Hourly observations are closely scrutinized with the temperature and dewpoint spread being a key dynamic, although onshore wind and visibility is also considered. Oftentimes a potential alternate will not be considered when the dewpoint depression is close as it can be an indication of unforecast fog. Forecaster notes can often help in cases like this but there are limited amounts of TAF’s that support this feature. In those cases dispatchers are likely to reach out to the CMAC forecaster to gain additional required insight on the forecast.

  • Even a concern of potential fog can cost airlines as the fuel is generally increased to allow for a most likely further away alternate with a better temp/dew point spread.

Other weather forecasting tools used:

  • Public weather forecasts often warn of fog and have hourly forecasts that can give some idea of fog duration.
  • GFA’s are available to warn of fog.
  • Consultations with CMAC weather forecasters are often done.
  • Some weather savvy Dispatchers will consult weather models although DX’s receive no formal training on this.
  • In addition to these forecasts, current observations are also consulted ranging from hourly observations, to weather cams, to satellite images (of various types) to checking with personnel on the ground for weather reports.

VFR General Aviation (GA) pilots can be significantly affected by fog given that it reduces visibility well below minimum legal limits, leading to delays and/or cancelled flights. Fog can be variable and unpredictable once it sets in and even if it appears to be dissipating, it can reoccur under certain conditions. It can also occur on a very small scale (example: a lake), which can have significant impacts for VFR float planes but due to how small the feature may be may not be captured in forecast products. For this reason, it is important to look at the factors contributing to the formation and predicted dissipation of fog, information that could be received from a FIC weather briefing. This is also where PIREPs become invaluable. Having information, especially in/over regions that do not have TAFs or observations, can provide pilots, forecasters, and FIC specialists with a better understanding of where this phenomenon is occurring.
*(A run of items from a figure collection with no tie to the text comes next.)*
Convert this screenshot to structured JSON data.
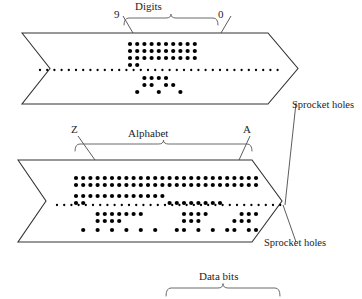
{
  "figure": {
    "title_labels": {
      "digits": "Digits",
      "digits_left_end": "9",
      "digits_right_end": "0",
      "alphabet": "Alphabet",
      "alphabet_left_end": "Z",
      "alphabet_right_end": "A",
      "sprocket_holes_top": "Sprocket holes",
      "sprocket_holes_bottom": "Sprocket holes",
      "data_bits": "Data bits"
    },
    "colors": {
      "ink": "#1a1a1a",
      "hole": "#000000",
      "tape_outline": "#333333",
      "bracket": "#555555",
      "background": "#ffffff"
    },
    "geometry": {
      "hole_radius": 2.1,
      "sprocket_radius": 1.15,
      "column_pitch": 7.2,
      "row_pitch": 7.0
    }
  },
  "chart_data": {
    "type": "punched-tape-diagram",
    "tapes": [
      {
        "name": "digits-tape",
        "label": "Digits",
        "left_end_label": "9",
        "right_end_label": "0",
        "start_x": 130,
        "sprocket_y": 70,
        "columns": 10,
        "rows_above": 3,
        "rows_below": 2,
        "tracks": [
          {
            "track": "above-3",
            "y": 44,
            "pattern": [
              1,
              1,
              1,
              1,
              1,
              1,
              1,
              1,
              1,
              1
            ]
          },
          {
            "track": "above-2",
            "y": 51,
            "pattern": [
              1,
              1,
              1,
              1,
              1,
              1,
              1,
              1,
              1,
              1
            ]
          },
          {
            "track": "above-1",
            "y": 58,
            "pattern": [
              1,
              1,
              1,
              1,
              1,
              1,
              1,
              1,
              1,
              1
            ]
          },
          {
            "track": "above-0",
            "y": 65,
            "pattern": [
              1,
              1,
              0,
              0,
              0,
              0,
              0,
              0,
              0,
              0
            ]
          },
          {
            "track": "below-1",
            "y": 78,
            "pattern": [
              0,
              0,
              1,
              1,
              1,
              1,
              0,
              0,
              0,
              0
            ]
          },
          {
            "track": "below-2",
            "y": 85,
            "pattern": [
              0,
              0,
              1,
              1,
              0,
              1,
              1,
              0,
              0,
              0
            ]
          },
          {
            "track": "below-3",
            "y": 92,
            "pattern": [
              0,
              1,
              0,
              0,
              1,
              0,
              0,
              1,
              0,
              0
            ]
          }
        ]
      },
      {
        "name": "alphabet-tape",
        "label": "Alphabet",
        "left_end_label": "Z",
        "right_end_label": "A",
        "start_x": 76,
        "sprocket_y": 205,
        "columns": 26,
        "tracks": [
          {
            "track": "above-2",
            "y": 178,
            "pattern": [
              1,
              1,
              1,
              1,
              1,
              1,
              1,
              1,
              1,
              1,
              1,
              1,
              1,
              1,
              1,
              1,
              1,
              1,
              1,
              1,
              1,
              1,
              1,
              1,
              1,
              1
            ]
          },
          {
            "track": "above-1",
            "y": 185,
            "pattern": [
              1,
              1,
              1,
              1,
              1,
              1,
              1,
              1,
              1,
              1,
              1,
              1,
              1,
              1,
              1,
              1,
              1,
              1,
              1,
              1,
              1,
              1,
              1,
              1,
              1,
              1
            ]
          },
          {
            "track": "above-0",
            "y": 196,
            "pattern": [
              1,
              1,
              1,
              1,
              1,
              1,
              1,
              1,
              1,
              1,
              1,
              1,
              1,
              0,
              0,
              0,
              0,
              0,
              0,
              0,
              0,
              0,
              0,
              0,
              0,
              0
            ]
          },
          {
            "track": "above-sprocket",
            "y": 203,
            "pattern": [
              1,
              1,
              0,
              0,
              0,
              0,
              0,
              0,
              0,
              0,
              0,
              0,
              0,
              1,
              1,
              1,
              1,
              1,
              1,
              1,
              1,
              0,
              0,
              0,
              0,
              0
            ]
          },
          {
            "track": "below-1",
            "y": 214,
            "pattern": [
              0,
              0,
              0,
              1,
              1,
              1,
              1,
              1,
              1,
              1,
              0,
              0,
              0,
              0,
              0,
              1,
              1,
              1,
              1,
              0,
              0,
              0,
              0,
              1,
              1,
              1
            ]
          },
          {
            "track": "below-2",
            "y": 221,
            "pattern": [
              0,
              0,
              0,
              1,
              1,
              1,
              1,
              0,
              0,
              0,
              0,
              0,
              0,
              0,
              0,
              1,
              1,
              1,
              0,
              0,
              0,
              0,
              1,
              1,
              1,
              0
            ]
          },
          {
            "track": "below-3",
            "y": 230,
            "pattern": [
              0,
              1,
              0,
              1,
              0,
              1,
              0,
              1,
              0,
              1,
              0,
              1,
              0,
              0,
              1,
              1,
              0,
              1,
              0,
              1,
              0,
              1,
              1,
              0,
              1,
              1
            ]
          }
        ]
      }
    ],
    "sprocket_rows": [
      {
        "name": "digits-sprocket-row",
        "y": 70,
        "x_start": 40,
        "x_end": 283,
        "pitch": 7.2
      },
      {
        "name": "alphabet-sprocket-row",
        "y": 205,
        "x_start": 57,
        "x_end": 285,
        "pitch": 7.2
      }
    ]
  }
}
TAF, GFA are often used to predict fog and to a GA pilot often flying away from larger airports, the GFA can sometimes be more helpful because it describes conditions over a larger area than the TAF might not account for, but which might still affect the airport or area you will fly in. Auto observations can help a lot, as well as webcams for these airports. In addition to predictions for fog directly, pilots should be aware of the conditions that can produce fog (Temperature/dewpoint spread, wind, temperature history, geography, etc) and to be on alert for those conditions, even when fog is not predicted.

Fog seriously impacts visibility, so little difference is made between PROB/TEMPO/FROM if using the TAF product alone, that is why a good GA pilot will consider the products and factors described above. For GA flights and flight training, fog can lead to flight cancellations (loss of income) or diversions (increase in operating costs).

Impacts also vary based on the type of fog and how well it can be forecast. Understanding the risks and the type of fog forecast (radiation fog, advection fog, frontal fog) becomes important to VFR pilots, from both a flight planning and safety perspective.